Mischling has at its core the story of twin girls, Stasha and Pearl, who arrive at Auschwitz in 1944 and remain trapped by Mengele’s experiments until the Russian liberation of the camp.  This event introduces one of the novel’s rare uses of concrete historical detail in its otherwise vaguely sketched portrait of 1940s Poland.  The surviving twins are pictured among the children who were brought out to the camp fence by Russian nurses to be filmed for Soviet newsreel cameras.  Stills from this footage became iconic images of the German war against the Jews. 

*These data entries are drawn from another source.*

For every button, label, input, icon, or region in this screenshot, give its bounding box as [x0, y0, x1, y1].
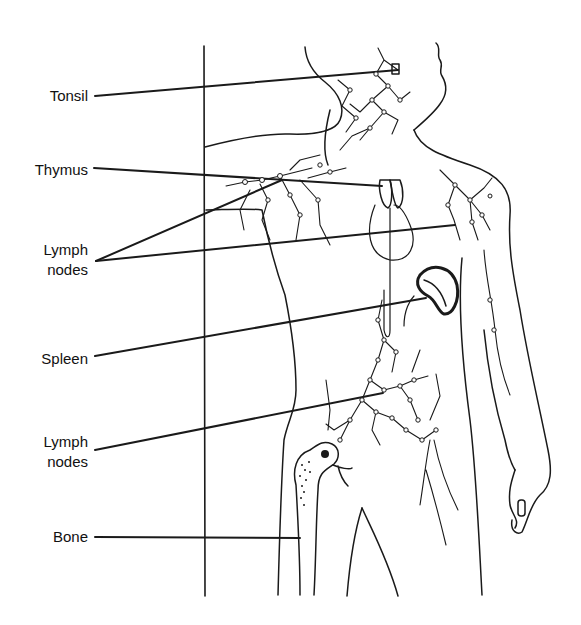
- leader-lines: [94, 70, 455, 538]
- leader-lymph-upper-a: [96, 180, 282, 261]
- thumb: [518, 500, 525, 516]
- spleen-organ: [418, 267, 458, 314]
- lymph-vessels: [370, 205, 414, 337]
- lymphatic-diagram: Tonsil Thymus Lymph nodes Spleen Lymph n…: [0, 0, 581, 625]
- leader-bone: [95, 537, 300, 538]
- leader-lymph-upper-b: [96, 225, 455, 261]
- thymus-organ: [379, 180, 402, 208]
- lymph-node-network: [226, 48, 510, 545]
- lymph-nodes: [243, 72, 497, 442]
- tonsil-organ: [392, 64, 399, 74]
- leader-tonsil: [95, 70, 398, 96]
- leader-spleen: [95, 298, 426, 356]
- vertical-divider-line: [204, 46, 205, 596]
- body-illustration: [0, 0, 581, 625]
- bone-femur: [295, 443, 352, 595]
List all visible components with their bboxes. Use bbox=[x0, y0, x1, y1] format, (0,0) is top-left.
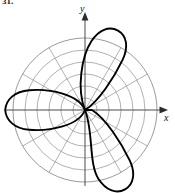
cartesian-axes bbox=[6, 17, 162, 186]
polar-rose-figure bbox=[0, 0, 175, 193]
y-axis-label: y bbox=[80, 4, 84, 14]
x-axis-label: x bbox=[164, 113, 168, 123]
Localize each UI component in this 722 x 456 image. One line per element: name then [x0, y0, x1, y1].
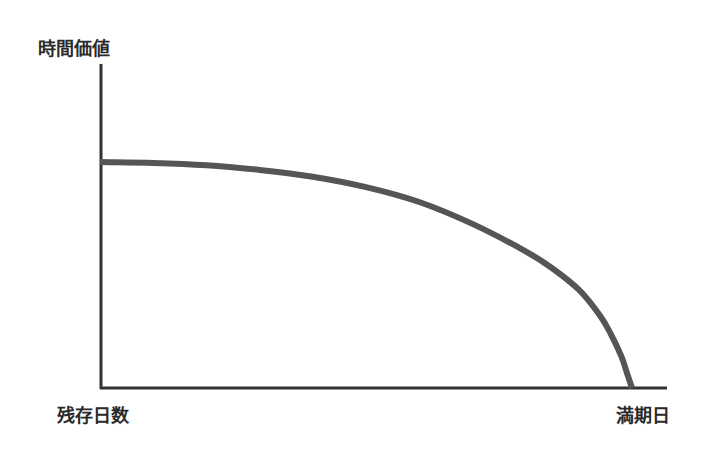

READ: HISTORY ON AN INTIMATE SCALE

Pearl, having been released from the ruined camp infirmary, encounters the Russian camera and its subjects: “prisoners, tiny little prisoners whom the Russians had dressed in the gray-striped, voluminous uniforms of adults for the atmospheric purposes of their film.”

This is a rare passage in the novel linked to recognizable historical documentation. Large swaths of Mischling are strangely fantastic.  Once Stasha and a counterpart leave Auschwitz as part of the death march famously presented in Elie Wiesel’s Night, they embark on what reads like an adventure out of Grimms’ fairy tales.  A horse carries them over the war-torn Polish countryside, and they narrowly escape the threat of death in scenes that are reminiscent of the revenge-narratives found in films like Quentin Tarantino’s Inglourious Basterds.     

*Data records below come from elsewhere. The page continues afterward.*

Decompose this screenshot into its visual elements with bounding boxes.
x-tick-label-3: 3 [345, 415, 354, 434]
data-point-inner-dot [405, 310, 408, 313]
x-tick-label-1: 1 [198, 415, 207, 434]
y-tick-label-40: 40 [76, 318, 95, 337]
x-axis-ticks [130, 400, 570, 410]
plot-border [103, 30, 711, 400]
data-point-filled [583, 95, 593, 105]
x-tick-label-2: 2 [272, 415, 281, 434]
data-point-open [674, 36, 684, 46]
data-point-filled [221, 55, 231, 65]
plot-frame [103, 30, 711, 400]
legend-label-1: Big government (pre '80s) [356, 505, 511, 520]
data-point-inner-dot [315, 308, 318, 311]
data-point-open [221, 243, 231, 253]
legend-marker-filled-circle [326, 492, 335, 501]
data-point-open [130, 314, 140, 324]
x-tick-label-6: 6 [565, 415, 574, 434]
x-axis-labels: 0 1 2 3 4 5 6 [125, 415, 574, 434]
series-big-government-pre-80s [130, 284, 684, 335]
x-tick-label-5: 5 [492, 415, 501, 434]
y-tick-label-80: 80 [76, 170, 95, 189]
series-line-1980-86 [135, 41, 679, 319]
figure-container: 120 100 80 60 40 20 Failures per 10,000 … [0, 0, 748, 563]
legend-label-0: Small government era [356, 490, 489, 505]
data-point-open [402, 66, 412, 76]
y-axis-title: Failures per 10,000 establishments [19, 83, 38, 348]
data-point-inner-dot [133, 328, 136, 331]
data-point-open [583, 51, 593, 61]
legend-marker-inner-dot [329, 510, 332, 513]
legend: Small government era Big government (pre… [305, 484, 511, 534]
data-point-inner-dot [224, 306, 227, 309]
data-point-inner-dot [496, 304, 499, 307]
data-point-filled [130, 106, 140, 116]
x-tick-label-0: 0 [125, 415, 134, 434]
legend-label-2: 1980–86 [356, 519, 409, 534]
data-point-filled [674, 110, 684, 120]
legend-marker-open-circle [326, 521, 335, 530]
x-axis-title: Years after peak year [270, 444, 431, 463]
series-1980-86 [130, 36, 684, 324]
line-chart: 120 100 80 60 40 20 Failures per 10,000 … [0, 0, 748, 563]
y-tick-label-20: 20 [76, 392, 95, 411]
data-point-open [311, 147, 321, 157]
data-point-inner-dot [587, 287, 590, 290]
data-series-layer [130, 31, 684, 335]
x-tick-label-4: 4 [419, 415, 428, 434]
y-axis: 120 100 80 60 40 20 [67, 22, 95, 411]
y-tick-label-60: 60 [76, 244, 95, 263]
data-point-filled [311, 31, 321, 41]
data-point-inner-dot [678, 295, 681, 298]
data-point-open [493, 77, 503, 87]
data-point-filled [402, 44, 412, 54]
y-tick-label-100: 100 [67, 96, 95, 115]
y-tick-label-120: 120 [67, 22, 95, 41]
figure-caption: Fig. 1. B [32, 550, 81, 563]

The decision to write this way may have to do with Konar’s imagined audience. Her style echoes the kind of story-telling found in The Boy in the Striped Pajamas and in films like Roberto Benigni’s Life is Beautiful, which leaven Holocaust experience with a kind of childlike humour meant to offer respite from a brutal context. The concluding pages of Mischling read like children’s literature, but they could, in their fanciful tone, be about almost anything: “With the ruins behind, distant villages floated before us.  On horseback, we picked our way across the puddles of black pocking the white, Horse sinking midstep into lesions of mud. . . .” 

When Pearl arrives in newly-liberated Krakow, until recently the military headquarters of German-occupied Poland, the ancient city presents itself as something out of Alice in Wonderland: “Here and there you’d see a sudden flutter of curtains – you could see fingers appear at the edge of the lace, and it was as if every adult had turned into a child in a game of hide-and-seek.”

Sometimes a single sentence lurks in a carefully worked-out narrative and presents itself as a thread a reader might pull to uncover a book’s unconscious life. Pearl’s musings about the newly liberated city of childlike Poles is indicative of Mischling’s own goals.

The book imagines a Holocaust landscape that is purely made up, far from the life of wartime events themselves, all the while bent on offering up a style of writing that exhibits notable flair in response to things that might be said to be at the absolute bottom of human experience and action. The outcome is strangely disconcerting, but, certainly, a strain in recent developments in Holocaust fiction.